Tonnage down, value up on CGA data...
CHINA's household gold demand fell by weight but rose by value to a near-record in 2019, according to data released Tuesday and analyzed by BullionVault.
Reporting its full-year estimates in Beijing this morning, the China Gold Association said household gold buying fell 13.7% to 902 tonnes of fine bullion, the lowest weight since 2012 according to previous data released by the officially-mandated trade body.
World No.1 since
overtaking historic giant India in 2013, that would put last year's private Chinese household gold demand 50 tonnes below its average over the last decade according to separate data compiled for the mining industry's World Gold Council by independent analysts Metals Focus.
In cash terms, however – and judging each calendar quarter's figures against average Chinese Yuan prices – consumers actually raised their spending on gold in 2019, up 4.4% to the largest-ever total in Yuan terms outside of 2013's all-time high, when
gold's steepest price drop in three decades unleashed record demand.
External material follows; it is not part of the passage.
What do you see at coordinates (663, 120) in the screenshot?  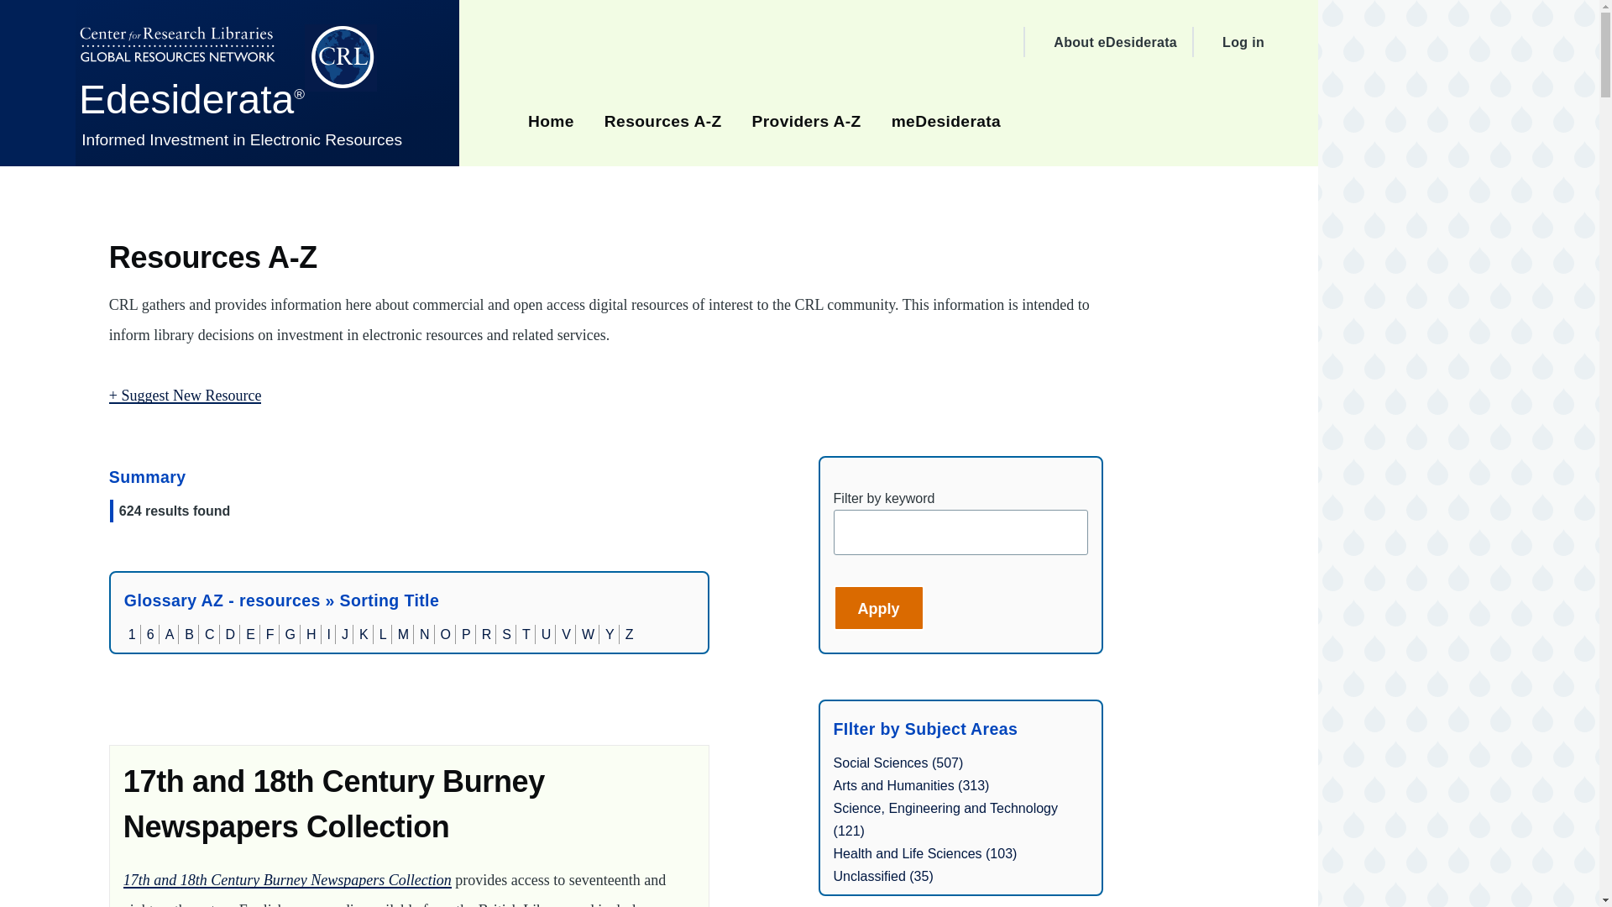 I see `Resources A-Z` at bounding box center [663, 120].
Today's CGA figures show that, by weight, the last 3 months of 2019 saw the weakest fourth-quarter demand – typically a strong period ahead of Chinese New Year – since 2016.
But again, those data mean that China's Q4 household gold spending grew as prices rose sharply, setting the largest-ever quarterly value in Chinese Yuan outside the peaks of 2013, when gold's historic price crash unleashed the heaviest household gold purchasing on record.
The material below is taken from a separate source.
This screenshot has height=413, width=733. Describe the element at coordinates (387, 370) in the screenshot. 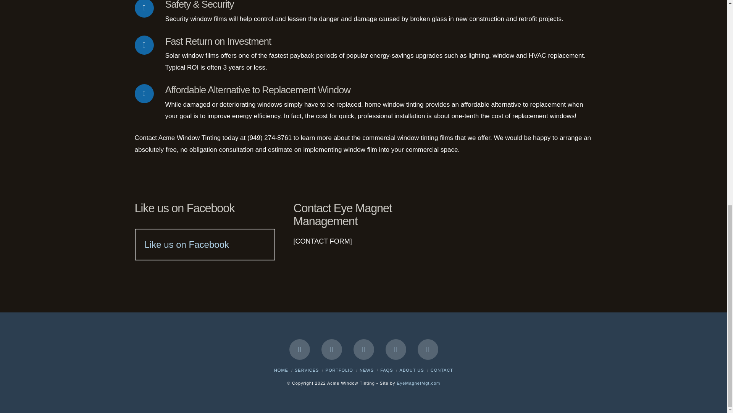

I see `FAQS` at that location.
"Affected by factors such as increasing downward pressure on the economy," says the China Gold Association's press release, "domestic gold consumption was weak in 2019, especially as the price of gold continued to climb in the second half of the year."
Looking at household demand to buy gold by weight, jewelry consumption "declined significantly" the CGA says, snapping the prior two years' uptrend.
"The gold jewelry processing industry continues to reduce inventory,"
today's news goes on. "The high price of gold has [also] led investors in physical gold to be cautious," with their 'wait and see' attitude in 2019 means that sales of gold bullion investment bars "also fell sharply".
Looked ahead, "Muted physical support from India and China as higher prices in local terms defer purchases" could act as a drag on gold's 2020 gains for US Dollar and other Western investors, said a note earlier this month from Canadian bullion bank Scotia, noting how gold prices have recently set new record highs in Rupee terms and 7-year highs versus the Chinese Yuan.
Given gold's recent price surge, "Large dishoarding from [those] traditional physical gold countries" could also add to global supplies,
says Scotiabank, as existing household owners of jewelry or investment products sell to take profit.
But driving 2019's strong price gains worldwide, the China Gold Association says, central banks "continue to increase their gold reserves" as a group overall, led by Russia and China and
encouraged to buy gold by "the context of increasing global economic and trade frictions, increasing downward pressure on the world's major economies, intensifying global monetary easing, and intensifying geopolitical crises."
"At the same time," says the CGA, "the gold market has also attracted the attention of more and more investment institutions," with trading volumes on the Shanghai Gold Exchange rising 15.7% by value in 2019 while the value of gold derivatives traded on the Shanghai Futures Exchange jumped by 238.9%.